Every December I wait anxiously for The Lives They Lived edition of The New York Times. It’s not because I am morbidly wanting to see who died so much as I am curious to see the potential of a life well lived and the way they will be remembered. That being said it could be expected that I would respond positively to Kurt Mueller’s Living Still, part of the Artpace International Artist-in-Residence 11.2 exhibition curated by Chus Martinez. Mueller’s subject matter does not focus specifically on the dead as much as the way we the living choose to remember and monumentalize them.
There are a total of five works in the second floor gallery that interact well together. The layout is austere and minimal and while the exhibition lingers, three pieces sat with me the longest.
Cenotaph is a jukebox that plays a selection of 99 moments of silence taken from our collective history. Put a quarter in and then make a selection. Instead of raucous music you hear the words that lead up to a gesture of respect and reflection. It is a history lesson disguised in nostalgia that can say a lot about the viewers’ selections. Mueller has altered a machine originally built to musically emanate good times, create bittersweet memories and launch heartache subtly so that it continues to achieve those primary goals through subversion.
Man in Black (after Sonya Vasquez) consists of two projection screens displayed back to back. One screen captures the left and the other screen the right ears of Johnny Cash wax sculptures which are on display at San Antonio’s and Grand Prairie’s Ripley’s Believe It or Not! Museums here in Texas. Both ears appear real until we notice that the right one is broken, alluding to this music icon’s current state and the overzealous fans that come to pay their respects.
Shot, a 5-minute looped video montage, shows visitors at Dealey Plaza in Dallas, the site of President John F. Kennedy’s assassination. It’s a strange place that I have to admit causes me confusion and shame every time I drive by it and past the tourists. Mueller documents sightseers of all ages reenacting and interacting trying to comprehend what happened on that day in 1963. There is no actual monument just an X in the middle of the road making visitors bob and weave while dodging traffic for their own glimpse of Kennedy’s perspective. The site is surprisingly festive and comes off more like entertainment in Mueller’s video than reverence.
On September 11, 2002 I experienced my first personally moving moment of silence while walking to work in Manhattan. I was crossing in front of a fire station when the city went from its normal frenzied pace to a palatable standstill. I knew this moment was coming and wasn’t sure how the city or I would react a year later after having tried to move on from such loss and devastation. When the moment arrived, emotions flooded in and then the minute was over and people surged back to the present gaining composure and trying to still get to work on time. At that moment my local fire station became a cenotaph, an empty tomb.
Like the words in poet and musician Jim Carroll’s song People Who Died: “They were all my friends, and they died.” Kurt Mueller’s work puts a spot light on absence and loss. Whether it be Johnny Cash’s missing voice symbolized in his lifeless wax ears or the shape of an X meant to mark a tragic national loss, Living Still becomes a memorial to our own impending demise and the quiet absence we each secretly hope will be left in the lives of others when we pass.
Living Still runs through September 18, 2011.
3 comments
[…] (IAIR) Kurt Mueller’s poignant new exhibition, Living Still, is featured in a recent write-up on Glasstire. Margaret Meehan focuses on three pieces in his exhibit, including Cenotaph (pictured above), a […]
This is a really great exhibition; thank you for writing.
Hmmmmm-will this be in Dallas at any time?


Please filter the data down to the lines that include the word "Print" and copy them.

Available records -
——
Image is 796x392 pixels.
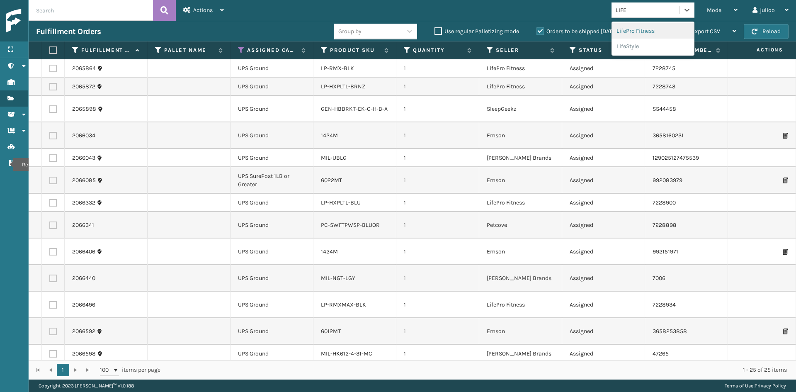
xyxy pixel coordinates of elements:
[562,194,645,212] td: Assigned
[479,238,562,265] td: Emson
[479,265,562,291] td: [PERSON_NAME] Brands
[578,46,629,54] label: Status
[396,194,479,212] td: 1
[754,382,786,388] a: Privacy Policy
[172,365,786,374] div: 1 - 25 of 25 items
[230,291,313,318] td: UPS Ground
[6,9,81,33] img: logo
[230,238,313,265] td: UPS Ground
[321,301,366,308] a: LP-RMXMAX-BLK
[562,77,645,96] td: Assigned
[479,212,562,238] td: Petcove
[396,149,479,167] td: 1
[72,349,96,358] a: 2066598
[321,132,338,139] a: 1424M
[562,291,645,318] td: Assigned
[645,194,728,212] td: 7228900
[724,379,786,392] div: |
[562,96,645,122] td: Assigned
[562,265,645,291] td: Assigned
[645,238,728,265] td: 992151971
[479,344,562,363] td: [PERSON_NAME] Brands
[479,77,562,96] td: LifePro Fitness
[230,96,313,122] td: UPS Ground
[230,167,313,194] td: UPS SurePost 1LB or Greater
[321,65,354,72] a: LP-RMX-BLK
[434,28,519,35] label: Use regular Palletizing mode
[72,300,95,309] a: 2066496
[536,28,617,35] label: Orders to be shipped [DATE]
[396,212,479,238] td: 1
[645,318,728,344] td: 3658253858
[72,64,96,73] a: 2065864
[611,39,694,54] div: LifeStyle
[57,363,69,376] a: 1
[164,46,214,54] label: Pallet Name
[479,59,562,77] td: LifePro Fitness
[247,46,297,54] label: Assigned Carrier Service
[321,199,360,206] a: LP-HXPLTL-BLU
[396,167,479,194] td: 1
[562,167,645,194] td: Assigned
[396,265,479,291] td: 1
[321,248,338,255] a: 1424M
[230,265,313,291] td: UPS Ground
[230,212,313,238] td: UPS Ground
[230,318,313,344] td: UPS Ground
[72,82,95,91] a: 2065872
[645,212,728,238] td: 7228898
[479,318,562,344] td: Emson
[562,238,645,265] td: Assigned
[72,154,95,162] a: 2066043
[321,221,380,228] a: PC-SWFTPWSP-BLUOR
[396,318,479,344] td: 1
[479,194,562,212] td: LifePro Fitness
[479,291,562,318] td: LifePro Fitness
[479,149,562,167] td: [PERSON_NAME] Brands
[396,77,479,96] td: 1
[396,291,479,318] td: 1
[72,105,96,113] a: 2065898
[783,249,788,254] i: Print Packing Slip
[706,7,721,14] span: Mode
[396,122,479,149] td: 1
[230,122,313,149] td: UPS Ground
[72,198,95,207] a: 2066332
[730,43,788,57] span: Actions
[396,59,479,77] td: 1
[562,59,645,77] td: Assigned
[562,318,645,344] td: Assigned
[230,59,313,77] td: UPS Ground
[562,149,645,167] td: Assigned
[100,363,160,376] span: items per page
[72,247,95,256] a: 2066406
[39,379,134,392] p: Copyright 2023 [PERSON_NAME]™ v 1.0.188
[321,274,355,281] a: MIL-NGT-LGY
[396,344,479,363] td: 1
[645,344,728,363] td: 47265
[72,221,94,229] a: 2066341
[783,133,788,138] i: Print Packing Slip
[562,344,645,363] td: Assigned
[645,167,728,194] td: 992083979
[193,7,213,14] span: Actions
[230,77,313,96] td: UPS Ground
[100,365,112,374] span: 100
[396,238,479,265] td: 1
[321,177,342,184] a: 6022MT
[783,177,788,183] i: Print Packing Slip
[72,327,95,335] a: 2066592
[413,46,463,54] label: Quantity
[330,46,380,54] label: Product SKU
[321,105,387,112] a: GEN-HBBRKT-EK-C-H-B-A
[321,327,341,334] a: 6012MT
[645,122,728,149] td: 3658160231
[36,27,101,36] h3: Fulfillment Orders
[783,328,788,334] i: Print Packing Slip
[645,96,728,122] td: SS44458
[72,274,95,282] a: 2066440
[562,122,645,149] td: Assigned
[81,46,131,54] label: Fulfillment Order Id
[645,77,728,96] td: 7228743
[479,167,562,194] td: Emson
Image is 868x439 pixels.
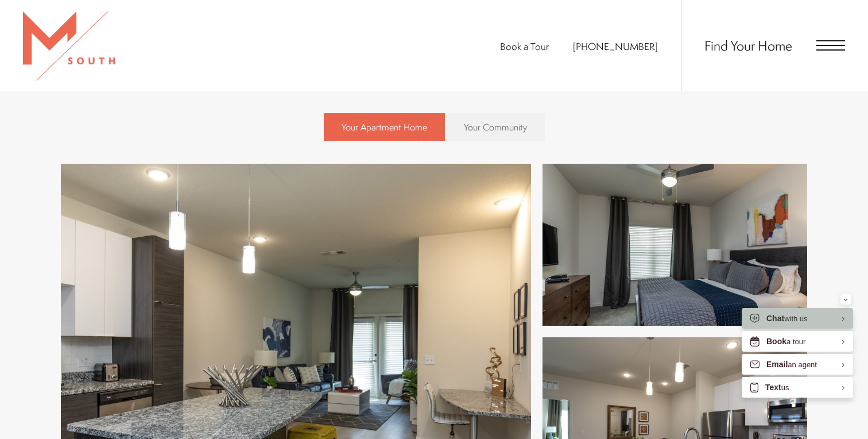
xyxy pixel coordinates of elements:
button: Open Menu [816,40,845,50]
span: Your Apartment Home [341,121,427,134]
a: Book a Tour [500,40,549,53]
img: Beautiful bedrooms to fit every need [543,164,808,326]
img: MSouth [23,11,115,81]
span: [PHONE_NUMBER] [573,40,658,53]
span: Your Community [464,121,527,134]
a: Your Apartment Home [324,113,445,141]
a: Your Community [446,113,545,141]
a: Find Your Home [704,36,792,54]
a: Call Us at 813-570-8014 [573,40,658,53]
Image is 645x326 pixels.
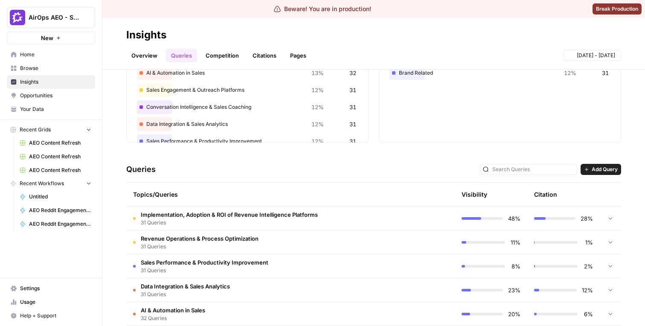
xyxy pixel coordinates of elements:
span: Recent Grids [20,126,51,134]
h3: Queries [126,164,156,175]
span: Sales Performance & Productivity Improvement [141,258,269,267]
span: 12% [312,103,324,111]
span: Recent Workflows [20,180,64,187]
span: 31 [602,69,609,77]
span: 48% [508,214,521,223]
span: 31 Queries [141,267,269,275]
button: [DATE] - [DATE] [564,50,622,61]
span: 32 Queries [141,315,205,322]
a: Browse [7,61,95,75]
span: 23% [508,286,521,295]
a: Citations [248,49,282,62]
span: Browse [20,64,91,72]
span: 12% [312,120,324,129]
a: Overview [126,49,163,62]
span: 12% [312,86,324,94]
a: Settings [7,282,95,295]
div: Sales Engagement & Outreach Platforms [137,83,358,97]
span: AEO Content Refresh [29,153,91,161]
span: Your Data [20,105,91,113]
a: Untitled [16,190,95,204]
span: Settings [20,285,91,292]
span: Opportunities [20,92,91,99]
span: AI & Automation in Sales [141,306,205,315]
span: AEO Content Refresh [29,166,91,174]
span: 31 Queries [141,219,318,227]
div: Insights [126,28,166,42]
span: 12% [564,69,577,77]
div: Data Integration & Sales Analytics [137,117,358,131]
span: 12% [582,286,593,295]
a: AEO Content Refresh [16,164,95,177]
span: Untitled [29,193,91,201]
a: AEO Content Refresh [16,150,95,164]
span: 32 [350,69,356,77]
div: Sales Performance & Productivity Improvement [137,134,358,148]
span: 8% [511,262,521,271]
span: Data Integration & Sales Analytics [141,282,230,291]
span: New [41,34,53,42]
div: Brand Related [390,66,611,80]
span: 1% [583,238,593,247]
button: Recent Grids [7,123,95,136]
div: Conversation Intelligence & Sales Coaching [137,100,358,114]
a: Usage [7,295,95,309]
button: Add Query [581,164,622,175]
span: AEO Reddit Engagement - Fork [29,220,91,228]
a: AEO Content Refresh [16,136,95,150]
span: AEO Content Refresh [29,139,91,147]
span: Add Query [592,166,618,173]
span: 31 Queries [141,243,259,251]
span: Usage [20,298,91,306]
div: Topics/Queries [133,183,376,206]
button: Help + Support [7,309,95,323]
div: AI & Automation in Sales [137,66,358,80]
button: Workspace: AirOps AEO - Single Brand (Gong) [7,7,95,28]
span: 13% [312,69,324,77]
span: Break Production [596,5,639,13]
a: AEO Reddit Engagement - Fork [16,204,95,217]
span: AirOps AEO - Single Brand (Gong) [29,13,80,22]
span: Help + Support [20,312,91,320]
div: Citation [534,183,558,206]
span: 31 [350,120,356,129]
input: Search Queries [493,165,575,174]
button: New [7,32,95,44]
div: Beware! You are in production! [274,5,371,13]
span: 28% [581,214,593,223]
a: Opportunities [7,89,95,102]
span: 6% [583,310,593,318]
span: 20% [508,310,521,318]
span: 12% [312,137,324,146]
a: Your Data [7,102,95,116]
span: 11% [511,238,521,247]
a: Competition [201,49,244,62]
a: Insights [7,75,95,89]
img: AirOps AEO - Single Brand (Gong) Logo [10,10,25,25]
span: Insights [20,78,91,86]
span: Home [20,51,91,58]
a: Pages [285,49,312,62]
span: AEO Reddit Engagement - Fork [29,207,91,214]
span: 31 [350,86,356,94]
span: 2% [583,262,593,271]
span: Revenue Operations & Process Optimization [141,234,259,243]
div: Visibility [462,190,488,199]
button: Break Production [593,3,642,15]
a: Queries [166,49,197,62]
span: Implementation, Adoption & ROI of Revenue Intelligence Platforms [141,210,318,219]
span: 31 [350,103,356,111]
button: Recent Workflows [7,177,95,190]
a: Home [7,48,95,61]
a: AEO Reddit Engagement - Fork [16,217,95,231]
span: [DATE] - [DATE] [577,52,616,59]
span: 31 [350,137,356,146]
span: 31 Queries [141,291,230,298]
——
Result -
[783,249,788,254] i: Print Packing Slip
[783,133,788,138] i: Print Packing Slip
[783,177,788,183] i: Print Packing Slip
[783,328,788,334] i: Print Packing Slip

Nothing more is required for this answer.